Wednesday, 19 September 2018

Memorials

My eye caught three of the very numerous memorials in St Pancras Old Church
The brother of the oddly spelled earl

The family inscription

The annoying feminist


Wollstonecraft is the name of a trendy lower North Shore Sydney suburb; on googling it emerges that it was named for a nephew of the famous Mary who came to the Colony to escape identification with his notorious feminist  aunt,  and her views. As might be expected he flourished in Sydney town with a partner (Berry) and a land grant of 500 acres in the area in 1821 and lots more elsewhere with Berry (10,000 acres on the Shoalhaven in 1822) and  free convict labour . 
They built Australia's first canal, with the assistance of Hamilton Hume. The 209 yard long canal was completed in 12 days.
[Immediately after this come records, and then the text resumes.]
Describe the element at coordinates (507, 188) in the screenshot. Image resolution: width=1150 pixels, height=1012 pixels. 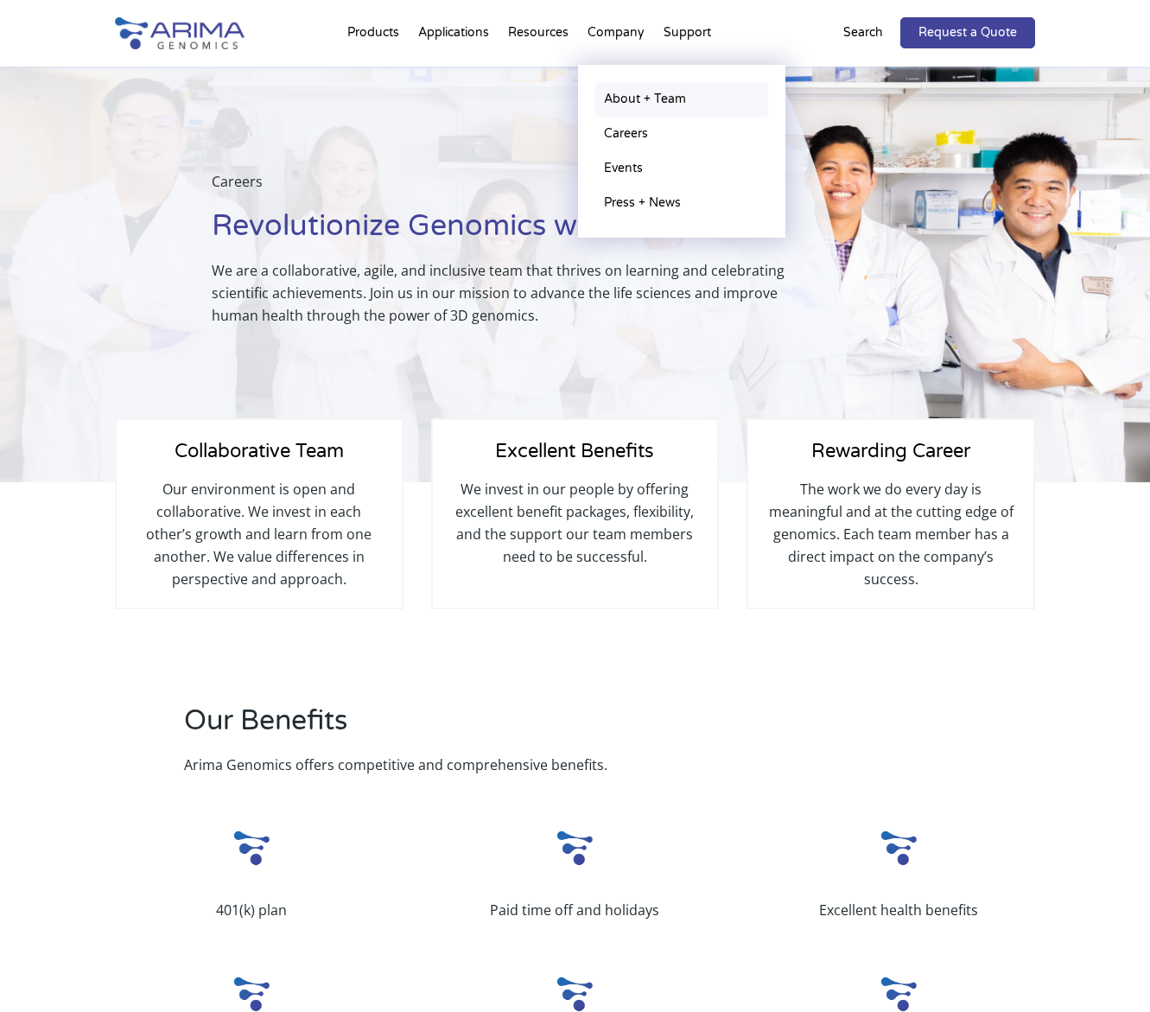
I see `p: Careers` at that location.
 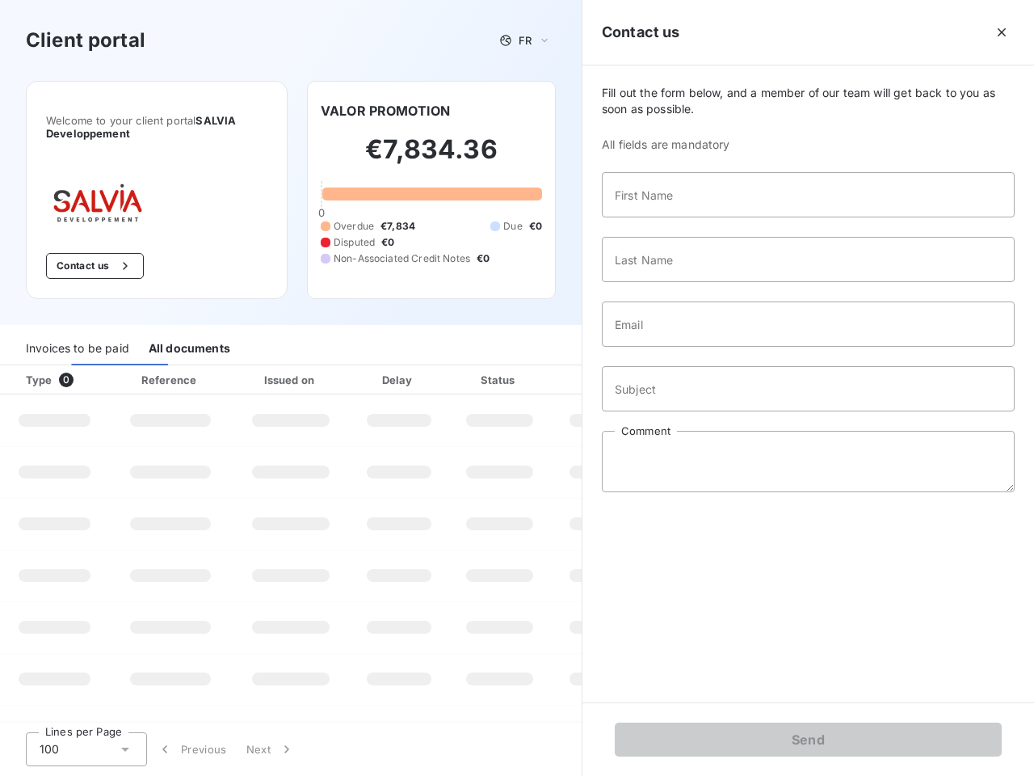 I want to click on button: Send, so click(x=808, y=739).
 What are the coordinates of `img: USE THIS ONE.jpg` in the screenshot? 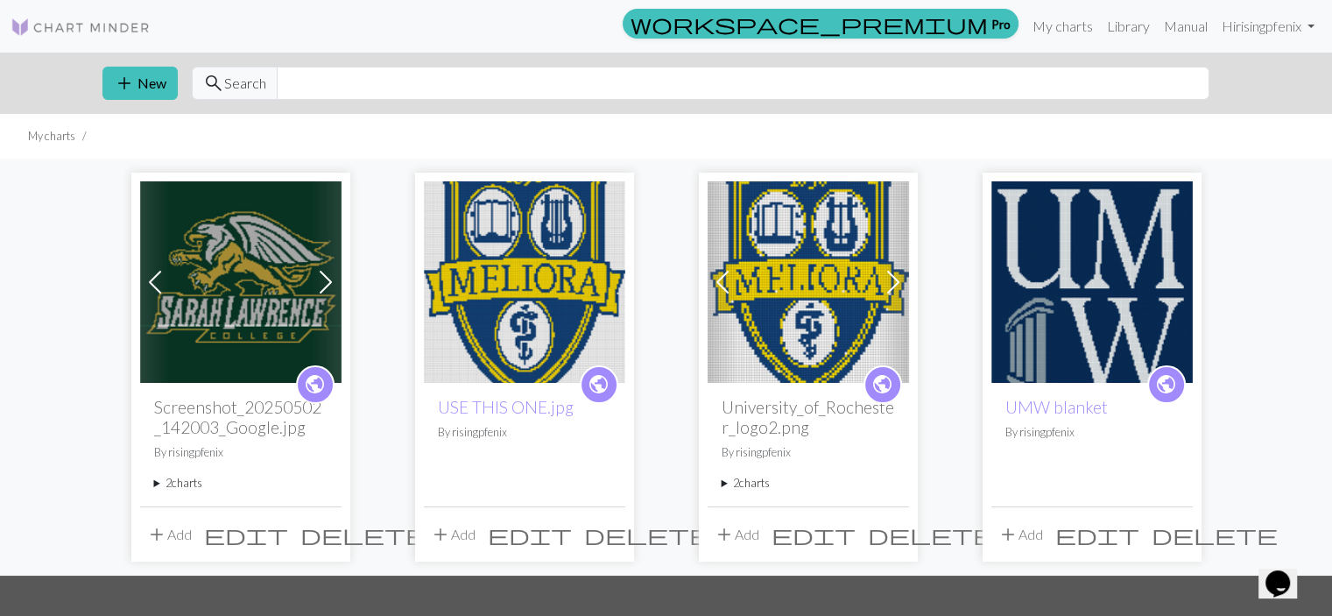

The crops farmed at Shoalhaven included native cedar and tobacco, which were sold at considerable profit both to the growing colony at Sydney and for export. The property at Shoalhaven grew to 40,000 acres (162 km²) under Berry's management, while Wollstonecraft looked after business in Sydney.(Wikipedia )

What makes this of passing interest to me is that aforementioned 2nd great grandmother reached Jamberoo, a little north of the Shoalhaven, in the late 1830s as the young wife of a cedar cutter. She had 2 children baptised but did not last to the first census in 1841.